As the second day of the National Civil Rights Museum’s MLK50: Where Do We Go From Here? symposium wraps up, there was a conspicuous absence: people experiencing poverty.
Even though Dr. Martin Luther King’s last crusade was for the working poor, none of the speakers or moderators are currently poor. Most are academics, authors and executives.

The host institution for today’s events, the University of Memphis, did not respond to our living wage survey, which asked Memphis’ top 25 employers 10 questions, including how much they pay their workers and what benefits they provide, despite several points of contact.
Labor historian Michael K. Honey told MLK50, “These companies like to say that they’re sponsoring events, which is great, but why wouldn’t they give information about living wages for their workers?”
One possible answer is that some of their employees do not have economic stability. Among these precarious employees are graduate students such as Steph Butera.
Butera, 25, who is a first-year PhD student in philosophy, and the United Campus Workers union are organizing a campaign to win healthcare for all university employees.
Butera notes that graduate students like herself have the privilege to be in their positions and that many university workers live under worse economic conditions. However, she notes that even for many graduate students, low annual earnings, unpaid labor, and a lack of health insurance means that they are unable to save and economically precarious.
“It would be nice to be able to engage in the act of thinking without trying to think about how to get benefits,” Butera said.
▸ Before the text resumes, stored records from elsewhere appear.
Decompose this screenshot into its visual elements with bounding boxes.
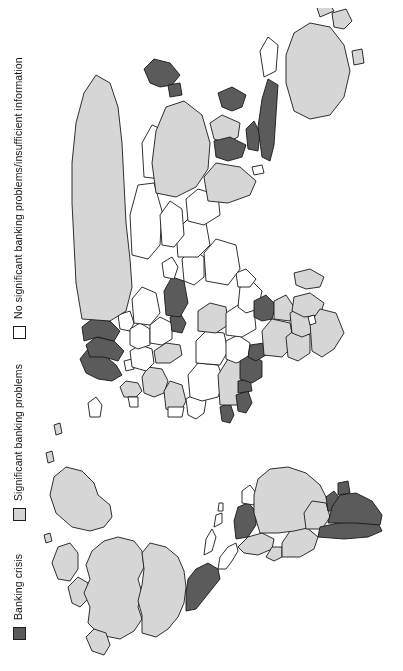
region-island-dot-3: [54, 423, 62, 435]
region-sri-lanka: [252, 165, 264, 175]
region-canada-arctic-islands: [52, 543, 78, 581]
legend-label-significant-banking-problems: Significant banking problems: [13, 364, 24, 501]
legend-swatch-significant-banking-problems: [13, 508, 26, 521]
region-caucasus: [162, 257, 178, 279]
region-island-dot-2: [46, 451, 54, 463]
region-canada: [84, 537, 144, 639]
region-poland: [130, 323, 150, 349]
world-map-rotation-wrapper: [38, 8, 403, 663]
region-united-states: [138, 543, 186, 637]
region-island-dot-1: [44, 533, 52, 543]
region-ivory-coast: [236, 391, 252, 413]
legend-swatch-banking-crisis: [13, 627, 26, 640]
legend-swatch-no-significant-banking-problems: [13, 326, 26, 339]
region-turkey: [164, 277, 188, 317]
region-kenya: [254, 295, 276, 321]
legend-label-no-significant-banking-problems: No significant banking problems/insuffic…: [13, 57, 24, 319]
region-central-america: [218, 543, 238, 569]
region-sweden: [86, 337, 124, 361]
region-portugal: [168, 407, 184, 417]
world-map-container: [38, 8, 403, 663]
region-new-guinea: [260, 37, 278, 77]
region-kazakhstan: [130, 183, 162, 259]
region-egypt: [198, 303, 228, 333]
region-puerto-rico: [218, 503, 223, 511]
banking-crisis-world-map-figure: Banking crisis Significant banking probl…: [0, 0, 403, 671]
region-finland: [82, 319, 120, 341]
region-china: [152, 101, 210, 197]
region-australia: [286, 23, 350, 119]
region-united-kingdom: [120, 381, 142, 397]
region-japan: [144, 59, 180, 87]
region-island-dot-4: [308, 315, 316, 325]
region-new-zealand-north: [316, 8, 334, 17]
region-italy: [154, 343, 182, 363]
region-hispaniola: [214, 513, 222, 527]
region-mexico: [186, 563, 220, 611]
region-greenland: [50, 467, 112, 531]
region-ireland: [128, 397, 138, 407]
region-germany: [130, 345, 154, 371]
region-south-korea: [168, 83, 182, 97]
region-alaska: [86, 629, 110, 655]
region-iceland: [88, 397, 102, 417]
region-india: [204, 163, 256, 203]
region-tasmania: [352, 49, 364, 65]
legend-label-banking-crisis: Banking crisis: [13, 554, 24, 620]
region-ukraine: [132, 287, 160, 325]
region-madagascar: [294, 269, 324, 289]
region-venezuela: [234, 503, 256, 539]
world-map-svg: [38, 8, 403, 663]
region-south-africa: [310, 309, 344, 357]
region-cuba: [204, 529, 216, 555]
region-new-zealand-south: [332, 9, 352, 29]
region-senegal: [220, 403, 234, 423]
region-indonesia: [258, 79, 278, 161]
region-philippines: [218, 87, 246, 111]
region-russia: [72, 75, 132, 321]
region-libya: [196, 331, 228, 365]
region-uruguay: [338, 481, 350, 495]
region-thailand: [214, 137, 246, 161]
map-legend: Banking crisis Significant banking probl…: [0, 0, 42, 671]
“It’s the corportization of the university… It’s pretty telling that the university sees itself in competition with other businesses and so it doesn’t want to show that it is not doing well in that competition (by responding to our living wage survey). They want us to be ignorant and that’s not what a university should be. It’s not a place of ignorance.”
According to Butera, each graduate department is given a set budget for paying their graduate workers and it is up to them among how many students that money is divided. So, the pay rate for graduate students varies widely depending on how many workers the department decides to employ.
As a part-time employee, Butera earns $20,000 a year, which is considerably higher than other graduate students she has consulted who earn only slightly more than half of that salary. However, she says that graduate students are expected to work considerably more hours than the 20 they are capped off to be paid for, bringing down their actual wage.
“What are those 20 hours supposed to be for? You’re preparing for classes, marking papers, doing research, and teaching. It’s mostly a formality to say we only work 20 hours,” she said.
Unpaid overtime and the costs of being uninsured renders making ends meet difficult.
Some students take on second jobs to make enough to live on each year, although at least one department, Chemistry, forbids outside employment, based on a survey by the Chemistry Graduate Student Association. As an international student, who are highly recruited by the university, Butera’s visa forbids her taking on other employment. This leaves students making less than $22,360 a year, which is the salary for a single adult with no children in Memphis who is able to work full-time at the living wage of $10.75 per hour. That covers only the most basic expenses, such as food, housing and transportation, with nothing left for savings or entertainment, according to economists’ calculations.
“It’s impolite to talk about money,” Butera said. “I wonder why. Whose interest is that in? The idea that needs to be dismantled is that we are only as valuable as capitalism makes us out to be. It wouldn’t be impolite if the idea wasn’t that your wage is attached to you, as a person.”
She sees a fundamental disparity between what she perceives as the emphasis on profit in the anniversary events and the message of Dr. King.
I think it’s ironic that the city is couching (the anniversary) as a touristic moment. It’s ironic to think that they want to focus this as a profit-making endeavor for the city, considering that there is such an undercurrent of activism here, which is so difficult to achieve because everyone is so oppressed,” she said.
“It’s a city of contradictions.”
The University of Memphis will also be the site of a United Campus Workers event April 11 to bring attention to the low pay and working conditions for adjunct faculty.
The April 2 symposium, held at the University of Memphis’ law school, featured academics such as Mark Osler, Toussaint Losier, Tomiko Brown-Nagin and Roy Austin; law professor and president of the NAACP Legal Defense Fund Sherrilyn Ifill; and former NAACP president Cornell Brooks. Former U.S. Attorney General Eric Holder was the keynote speaker Monday at a lunch held at The Peabody Hotel.
The symposium today on the university’s main campus featured author of Going Down Jericho Road: The Memphis Strike, Martin Luther King’s Last Campaign Michael K. Honey; Rhodes College professor Charles McKinney; Shelby County Schools Supt. Dorsey E. Hopson II, and MLK50: Justice Through Journalism founder Wendi Thomas. The keynote speaker is author and historian Taylor Branch, who will speak at a luncheon at the Holiday Inn at University of Memphis.
This story is brought to you by MLK50: Justice Through Journalism, a nonprofit reporting project on economic justice in Memphis. Support independent journalism by making a tax-deductible donation today. MLK50 is also supported by the Center for Community Change and the Surdna Foundation.